I am jabbing my fingernails into the soft skin of a tangerine while the woman in front of me shrieks in pain. Through the cracks in my bangs, it looks like she is either being raped, disemboweled or both. I hide behind my hair and make sure not to take a closer look. I am at the New Beverly Cinema watching cult-classic Cannibal Holocaust, the self-proclaimed “most controversial film ever made.”

“Sit back and enjoy the show,” the Amazonian guide tells the inquisitive Professor Monroe as the naked woman struggles in the mud. It’s one of many scenes in Italian director Ruggero Deodato’s film that send the packed house veering between laughter and groans.

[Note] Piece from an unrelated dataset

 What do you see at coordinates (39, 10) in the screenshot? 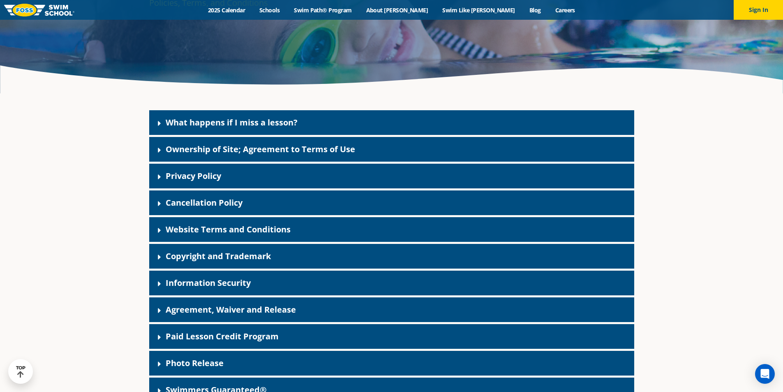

The screening commemorates Cannibal Holocaust’s ongoing 25th-anniversary celebration and the theater is packed with a mostly male crowd, a large percentage of whom decided on leather jackets, black-rimmed glasses and unbrushed hair for the occasion. With its graphic depictions of rape, torture and, well, flesh eating, Holocaust has been a notorious exploitation film since its release in 1980. And as if that weren’t enough, real animals are gruesomely murdered onscreen. Perhaps as a coping mechanism, there are at least three different types of alcoholic beverages being passed in Coke cups between the gentlemen in front of me, including a Polish vodka apple-juice cocktail. 

A young couple behind me seemed to think this would be a good date flick. I ask the girl with bleached-blond hair and a shabby-chic Gap beanie why she came. “I love seeing animals get slaughtered,” she says sarcastically. But still, she did purchase a ticket. Didn’t we all?

In one scene, a TV executive reviewing the “documentary” footage says, “Today people want sensationalism. The more you rape their senses the happier they are.” At the end of the film, Monroe asks, “Who are the real cannibals?” The audience laughs, but it’s as much nervous laughter as it is ironic because even though the film’s campy stabs at social commentary are clearly a ruse, the question still hangs. After all, doesn’t CannibalHolocaust simply make explicit the promise of humiliation that keeps us glued to reality TV?